The key to that approach is improved communication between management and labor. “What too many employers don’t realize is that having a union doesn’t mean you can’t supervise,” says Gary Chaison, who teaches labor relations at Clark University in Worcester, MA. “What it means is that you have to justify your decisions, that they can’t be arbitrary. As long as you negotiate the rules and enforce them, you aren’t going to have as much trouble as you think.”
There are many ways to keep communications open, from Web sites to formal, town hall-style meetings. Several managers, including Peterson, say they find weekly meetings between key management and labor personnel to be very effective. At the meetings, management can offer reasons for any actions taken, labor can offer opinions about the reasons, and each side can air grievances before they reach the formal grievance stage.
“Nine out of 10 disputes I have seen between management and union,” says Travers, whose unionized clients make up 10% to 15% of her practice, “is when management is disrespectful of the union. When there is an attempt at collaboration, there are very few disputes.”
Being open is not just touchy-feely management talk — it works. Peterson says that when he started at Leach, there was a formal grievance every other day. Today, he says, the shop goes months without employees filing any. Travers says that one of her clients, whose employees are represented by the machinists (hardly a bunch of pushovers), was averaging eight to ten grievances a month when they hired her firm. Today, they get one or two every couple of months, thanks to shifting their focus from skirmishing with the union to communicating with it.
One reason openness works is that union leaders, from shop stewards on up, are politicians with a constituency to please, says Chaison. Employers often overlook this reality — usually to their disadvantage. If knowledge is power, any union official who can get an employer to be open is going to impress his or her constituency, and will be grateful to management for the help.
“They have to respond to pressure from within the union and they have opposition within the union,” Chaison says, “and they have to be able to deliver to the membership. That’s why it’s to an employer’s advantage to have a union leadership that’s not intransigent but is stable and realistic. When management helps them, they can come out looking good at their job.”
Some companies have taken this principle so far it surprises even Travers. Several of her clients, faced with the need to make cutbacks and lay off workers, not only opened their books to the union to justify the job cuts, but also paid for experts to explain why the numbers in the books added up to layoffs.
“Five years ago, you never would have seen anything like that,” she says. “But from the employers’ point of view, it was well worth the cost.
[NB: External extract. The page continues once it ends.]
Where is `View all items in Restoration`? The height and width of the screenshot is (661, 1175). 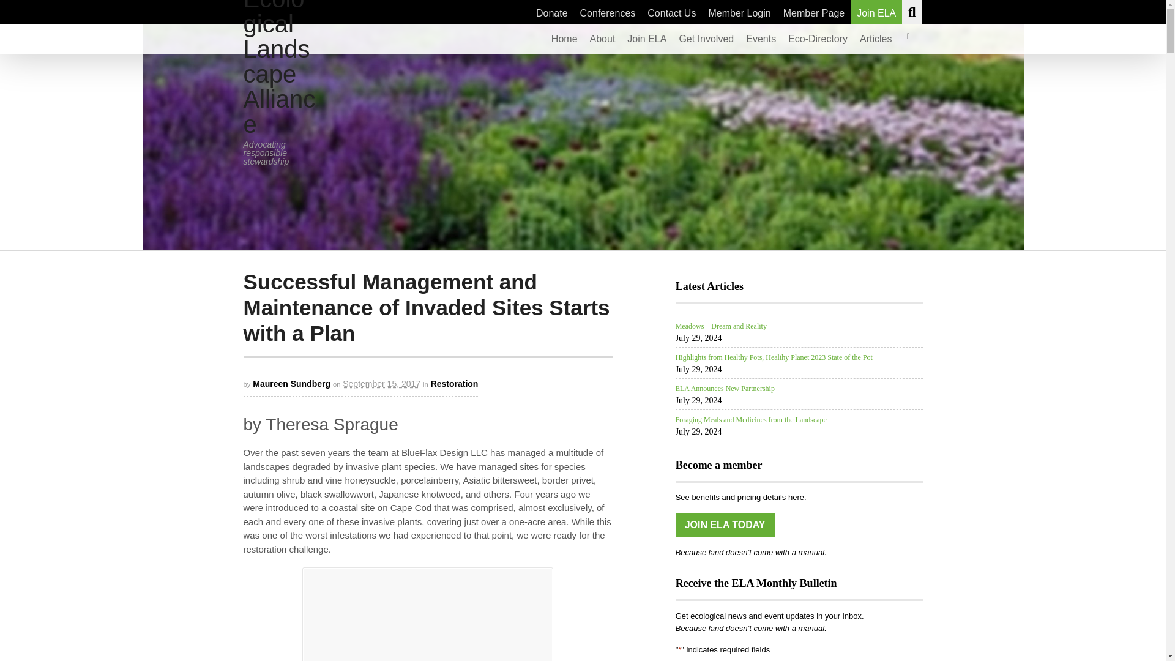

They saved money on grievances and on attorney’s fees, and they got the union to sign off on the cuts without any trouble. The union was able to go to the membership and say, ‘We’ve seen the books, and they need to make the layoffs.’ Now, there aren’t a lot of companies who are doing this, only a couple that I’ve seen, but I think you’re going to see more and more of it over the next couple of years.”
Rambo in action
Yet employers still make dangerous, morale-shattering mistakes. Some errors stem from peer pressure, the fear that other employers will think less of the company if it doesn’t try to suppress union activities, says David Jacobs, who teaches at the Kogod School of Business at American University in Washington, DC.
Another dangerous influence is what experts call the Rambo manager, the renegade supervisor who runs roughshod over employees regardless of company policy or union contract. The results are often disastrous. Rambo managers provoke the union, which then sees management not as a partner but as an adversary that can’t be counted on to live up to any bargains it may make. Worse, Rambo managers feed labor’s paranoia and natural distrust of management. Its attitude becomes not one of conciliation and working together, says Travers, but of “What else have they lied to us about?”
Grievances pile up, turnover increases, and productivity suffers. Can a strike be far behind? And all because management, for whatever reason, wouldn’t supervise the supervisor. Says Travers: “That’s the surest way to give the union power over the workplace.”
Of course, that’s something no one wants, even managers who don’t see unions as an obstacle. The goal, after all, is to share power so everyone — management, the employees, and the union — benefits.
“One of the things I’ve seen over the years,” says Jacobs, “is that management spends so much time fighting the union they don’t see that they can work with it. When the union comes in, they’ll start with a knockdown, drag-out brawl, and things just get worse. If they just try to keep an open mind at the beginning, they stand a much better chance of success.”
Jeff Siegel’s articles have appeared in Forbes, American Way, and a variety of other consumer and trade magazines. He lives in Dallas.
Balancing Act
THE STRIKE POLARIZED the community, with employees decrying working conditions and lambasting management as bloodsuckers, leeches who cared more about making a buck than about the people who did the work. Management, on the other hand, complained of rising costs and inefficient workplaces, and of the need to increase productivity.
Sound familiar? It did in Massachusetts in 1860, when 20,000 shoemakers went on strike — at the time, the largest walkout in U.S. history.
Unions are not a novelty in the American workplace, and neither is management’s distaste for them. Princeton historian James McPhee points out that American labor started organizing as early as the 1830s, about the same time that the country started to become more urban and more industrialized.
Yet unions, no matter how powerful they became, never became as forceful in the U.S. as they did elsewhere. There is no American equivalent of Britain’s Labour Party, founded by trade unionists as their political voice, and no U.S. union has ever brought down a government, as has happened frequently throughout Europe.
“That’s because the U.S. has a much more prominent culture of union resistance than Europe does,” says David Jacobs, who teaches at the Kogod School of Business at American University in Washington, DC. “I think that has a lot to do with the political system, which allows 50 states and 50 different sets of laws toward unions. When that happens, the attitude toward unions tends to be that of the least common denominator.”
The U.S., says Jacobs, runs the gamut from right-to-work states (including South Carolina, which is so anti-union that it won’t recruit unionized companies to move to the state) to places like Michigan and New York, where laws are much more union-friendly and where organized labor wields considerable political power.